All lines from the one with "The image size is (711, 400)." through the last are to be given again exactly as they stand in the data below, and only those.

[Pixel coordinate grounding data]
********************
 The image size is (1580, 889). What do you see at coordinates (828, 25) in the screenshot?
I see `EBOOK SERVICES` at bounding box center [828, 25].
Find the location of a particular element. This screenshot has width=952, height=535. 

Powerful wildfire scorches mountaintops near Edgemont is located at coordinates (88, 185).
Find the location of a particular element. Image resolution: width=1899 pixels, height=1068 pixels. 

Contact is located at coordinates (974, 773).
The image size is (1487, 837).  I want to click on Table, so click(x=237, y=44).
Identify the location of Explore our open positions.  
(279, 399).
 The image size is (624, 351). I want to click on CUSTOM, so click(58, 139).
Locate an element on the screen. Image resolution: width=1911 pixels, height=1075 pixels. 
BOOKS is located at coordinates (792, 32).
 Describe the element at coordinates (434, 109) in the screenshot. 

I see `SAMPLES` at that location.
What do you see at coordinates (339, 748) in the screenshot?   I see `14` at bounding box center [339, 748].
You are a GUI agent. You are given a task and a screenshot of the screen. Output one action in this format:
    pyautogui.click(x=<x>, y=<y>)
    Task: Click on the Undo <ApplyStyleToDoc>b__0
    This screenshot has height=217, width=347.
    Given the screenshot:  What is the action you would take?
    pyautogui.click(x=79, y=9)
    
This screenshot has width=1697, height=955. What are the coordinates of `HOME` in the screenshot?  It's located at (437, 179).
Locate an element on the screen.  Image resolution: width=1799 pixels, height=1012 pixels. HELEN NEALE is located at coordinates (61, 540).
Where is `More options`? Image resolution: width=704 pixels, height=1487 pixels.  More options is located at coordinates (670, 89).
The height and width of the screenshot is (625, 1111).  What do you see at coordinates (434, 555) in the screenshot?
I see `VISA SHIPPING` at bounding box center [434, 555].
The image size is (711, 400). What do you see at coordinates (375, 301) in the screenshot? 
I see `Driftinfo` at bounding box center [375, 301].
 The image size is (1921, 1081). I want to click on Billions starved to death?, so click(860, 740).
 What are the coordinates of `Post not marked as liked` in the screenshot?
********************
> _Response to this task_:
The image size is (711, 400). What do you see at coordinates (375, 301) in the screenshot? 
I see `Driftinfo` at bounding box center [375, 301].
 The image size is (1921, 1081). I want to click on Billions starved to death?, so click(860, 740).
 What are the coordinates of `Post not marked as liked` in the screenshot?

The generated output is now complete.